The end result of this is that at least 50% of the research happens while I'm in the middle of writing the book. That comes with a certain cost to flow; I'll regularly find myself reaching some new section of the book and having to stop writing for a week while I track down the missing data I need. And, inevitably, it means going back and re-working your arguments or interpretations because you've uncovered new data that changes your mind about something. But in my experience, the tradeoff is worth it, because I don't get stuck in the holding period of pre-writing research. When I start writing, I've done enough research to know what I'm going to need to know, but I'm nowhere near knowing everything. E. L. Doctorow once said, "Writing is an exploration. You start from nothing and learn as you go." That's putting it a bit too strong, at least in my experience. You can't start from nothing when you're writing non-fiction (and I suspect you can't with fiction either.) But if you try to start with everything, you'll never get started at all.

According to Steven Johnson, what is the danger of pre-writing research?
· It can discourage you because other writers have covered your topic.
· It can distract you from your chosen topic and lead you to a dead end.
· It can cause you to procrastinate because research is never finished.
· It can increase the scope of your work too much and overwhelm you.
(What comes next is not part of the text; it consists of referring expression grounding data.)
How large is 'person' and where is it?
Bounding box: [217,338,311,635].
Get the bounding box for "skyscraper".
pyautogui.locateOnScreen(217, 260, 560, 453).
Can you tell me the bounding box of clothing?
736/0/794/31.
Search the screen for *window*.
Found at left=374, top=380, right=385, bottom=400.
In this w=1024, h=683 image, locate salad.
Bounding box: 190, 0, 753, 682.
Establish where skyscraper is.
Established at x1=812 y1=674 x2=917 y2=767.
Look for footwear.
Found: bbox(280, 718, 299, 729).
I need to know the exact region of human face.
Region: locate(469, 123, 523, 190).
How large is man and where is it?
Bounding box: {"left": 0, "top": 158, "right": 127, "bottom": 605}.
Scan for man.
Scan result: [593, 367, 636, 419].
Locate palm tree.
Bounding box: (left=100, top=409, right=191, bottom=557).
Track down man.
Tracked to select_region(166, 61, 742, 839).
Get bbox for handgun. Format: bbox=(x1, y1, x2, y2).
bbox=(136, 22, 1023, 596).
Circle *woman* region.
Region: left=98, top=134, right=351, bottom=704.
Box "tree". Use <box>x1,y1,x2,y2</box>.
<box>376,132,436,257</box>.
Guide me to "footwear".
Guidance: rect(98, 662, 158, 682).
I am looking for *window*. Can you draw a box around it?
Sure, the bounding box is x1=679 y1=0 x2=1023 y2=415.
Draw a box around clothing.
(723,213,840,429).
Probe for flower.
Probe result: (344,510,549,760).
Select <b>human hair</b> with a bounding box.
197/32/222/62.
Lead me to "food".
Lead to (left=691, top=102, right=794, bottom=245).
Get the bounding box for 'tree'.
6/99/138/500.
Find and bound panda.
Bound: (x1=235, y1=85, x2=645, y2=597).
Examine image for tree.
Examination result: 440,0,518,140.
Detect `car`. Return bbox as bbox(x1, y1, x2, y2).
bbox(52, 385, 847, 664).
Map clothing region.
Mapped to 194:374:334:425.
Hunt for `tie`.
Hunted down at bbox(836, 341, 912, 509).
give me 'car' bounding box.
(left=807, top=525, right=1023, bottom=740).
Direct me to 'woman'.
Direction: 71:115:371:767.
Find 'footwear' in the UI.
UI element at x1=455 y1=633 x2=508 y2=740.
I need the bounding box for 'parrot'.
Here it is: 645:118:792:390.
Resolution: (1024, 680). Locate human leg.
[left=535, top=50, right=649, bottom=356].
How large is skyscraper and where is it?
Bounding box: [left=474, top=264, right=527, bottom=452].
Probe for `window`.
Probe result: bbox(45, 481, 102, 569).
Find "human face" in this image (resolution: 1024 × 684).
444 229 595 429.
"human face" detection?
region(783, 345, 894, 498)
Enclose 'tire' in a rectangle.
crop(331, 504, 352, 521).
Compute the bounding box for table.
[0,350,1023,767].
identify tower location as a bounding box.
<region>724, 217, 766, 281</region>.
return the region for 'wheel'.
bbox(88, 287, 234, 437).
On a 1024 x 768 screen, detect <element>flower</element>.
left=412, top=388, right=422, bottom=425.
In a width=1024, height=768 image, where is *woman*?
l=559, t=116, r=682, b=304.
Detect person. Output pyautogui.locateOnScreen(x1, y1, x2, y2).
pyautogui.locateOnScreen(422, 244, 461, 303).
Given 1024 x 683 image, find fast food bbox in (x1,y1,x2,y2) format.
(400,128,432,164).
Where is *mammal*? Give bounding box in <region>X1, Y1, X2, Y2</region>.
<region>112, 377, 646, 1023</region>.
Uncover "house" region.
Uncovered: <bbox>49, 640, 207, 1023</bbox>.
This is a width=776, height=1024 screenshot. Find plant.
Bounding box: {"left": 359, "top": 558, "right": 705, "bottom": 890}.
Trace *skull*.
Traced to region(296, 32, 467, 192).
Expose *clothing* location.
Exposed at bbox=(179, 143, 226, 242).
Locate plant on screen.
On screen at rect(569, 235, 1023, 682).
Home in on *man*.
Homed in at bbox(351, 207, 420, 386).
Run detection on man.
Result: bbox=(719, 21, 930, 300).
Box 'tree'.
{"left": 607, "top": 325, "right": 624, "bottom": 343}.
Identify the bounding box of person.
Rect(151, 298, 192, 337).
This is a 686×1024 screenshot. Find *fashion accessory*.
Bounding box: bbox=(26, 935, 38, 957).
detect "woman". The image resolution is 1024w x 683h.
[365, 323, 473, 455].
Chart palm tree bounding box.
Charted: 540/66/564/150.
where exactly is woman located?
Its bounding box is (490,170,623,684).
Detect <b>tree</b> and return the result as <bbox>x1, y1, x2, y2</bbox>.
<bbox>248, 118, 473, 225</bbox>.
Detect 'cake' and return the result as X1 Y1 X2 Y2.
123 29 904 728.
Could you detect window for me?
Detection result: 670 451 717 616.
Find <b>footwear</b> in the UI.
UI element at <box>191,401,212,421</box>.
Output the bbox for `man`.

What is one benefit that Johnson sees in researching projects as you write?
· It prevents boredom by providing variation in daily tasks.
· It requires less effort to keep track of where ideas came from.
· It makes it easier to see where new ideas will fit within the work.
· It makes more sense than planning because projects change over time.

What is your attitude toward research? Do you let it overflow into your writing time? Why or why not?

What is one of the drawbacks of researching during the middle of a project?

In terms of your personal writing process, what did you find the most useful about this chapter?